Moreover,, the use of the qualifying words bona fide is significant. Evidently the Legislature did not intend to burden the Railroad Commission with the consideration of petitions, for the things authorized to be petitioned for, unless at least fifteen bona fide citizens residing in the locality to be affected were sufficiently interested to petition therefor. It is no doubt true that a corporation or a copartnership might be interested 'and greatly benefited by relief such as was prayed for in the petition in question, but these are questions which the Legislature apparently has left for the action of ‘ ‘ citizens residing in the locality to be affected,” which language we construe tornean permanent residents as distinguished from mere sojourners, and as excluding corporations and co-partnerships and including only individuals.

If corporations or companies were taken into account, the question of the authority of the officers signing the names of such corporations or companies would arise where the statute did not provide what officers should sign for such companies .or corporations.

The presumption is not to ibe indulged that petitions will 'be signed upon mere presentation, but, upon the contrary, the presumption of law must be that signers will not seek to put in motion the machinery of the law to require a. railway company to grant the relief prayed until .the signer has concluded that the relief prayed for should be granted. If the rule were otherwise, the requirement of a petition would be futile. For a corporation to exercise this function would require investigation and consideration by its directors and a conclusion to be reached by them.

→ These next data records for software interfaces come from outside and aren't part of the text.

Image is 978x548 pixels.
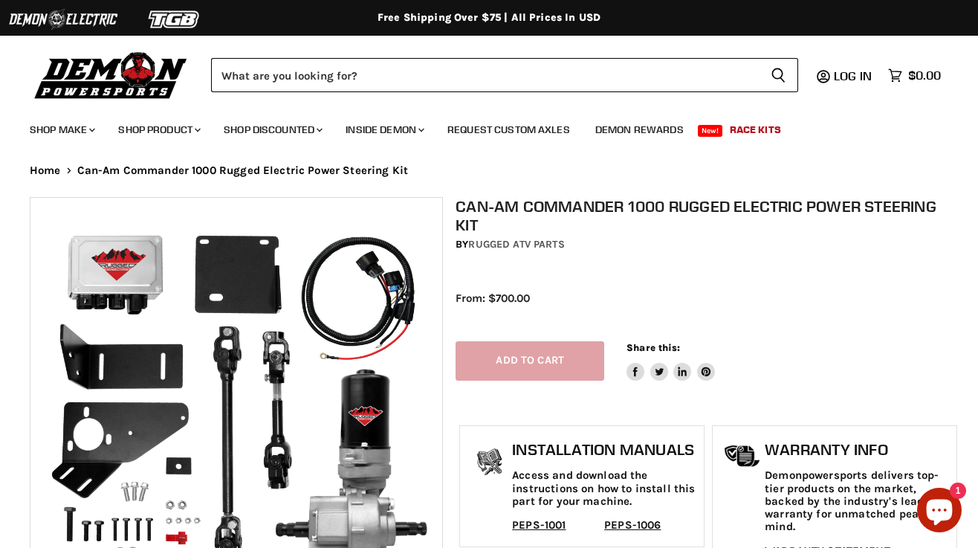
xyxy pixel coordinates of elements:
[7,5,119,33] img: Demon Electric Logo 2
[471,445,508,482] img: install_manual-icon.png
[584,114,695,145] a: Demon Rewards
[211,58,759,92] input: Search
[627,341,715,381] aside: Share this:
[335,114,433,145] a: Inside Demon
[627,342,680,353] span: Share this:
[436,114,581,145] a: Request Custom Axles
[19,109,937,145] ul: Main menu
[30,48,193,101] img: Demon Powersports
[881,65,949,86] a: $0.00
[512,469,697,508] p: Access and download the instructions on how to install this part for your machine.
[765,469,949,533] p: Demonpowersports delivers top-tier products on the market, backed by the industry's leading warra...
[834,68,872,83] span: Log in
[908,68,941,83] span: $0.00
[827,69,881,83] a: Log in
[119,5,230,33] img: TGB Logo 2
[759,58,798,92] button: Search
[512,441,697,459] h1: Installation Manuals
[19,114,104,145] a: Shop Make
[456,197,961,234] h1: Can-Am Commander 1000 Rugged Electric Power Steering Kit
[698,125,723,137] span: New!
[719,114,792,145] a: Race Kits
[30,164,61,177] a: Home
[107,114,210,145] a: Shop Product
[604,518,661,532] a: PEPS-1006
[765,441,949,459] h1: Warranty Info
[211,58,798,92] form: Product
[512,518,566,532] a: PEPS-1001
[213,114,332,145] a: Shop Discounted
[77,164,408,177] span: Can-Am Commander 1000 Rugged Electric Power Steering Kit
[913,488,966,536] inbox-online-store-chat: Shopify online store chat
[456,236,961,253] div: by
[456,291,530,305] span: From: $700.00
[468,238,564,251] a: Rugged ATV Parts
[724,445,761,468] img: warranty-icon.png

No anere stockholder or officer of a corporation upon his own initiative would have the right to declare the corporate will. Some other officer or stockholder might be of a contrary opinion, and to avoid this conflict a corporation, if authorized to act at all, would have to act in some manner permitted by. statute. But the Legislature having made no provision by which the assent of a corporation might be evidenced, but, upon the contrary, having used language which in its ordinary acceptation would refer only to individuals, we have concluded that the petition was not signed as required by law, and that the Railroad Commission was, therefore, without jurisdiction to make the order upon which this prosecution is based, and the cause will, therefore, be reversed and dismissed.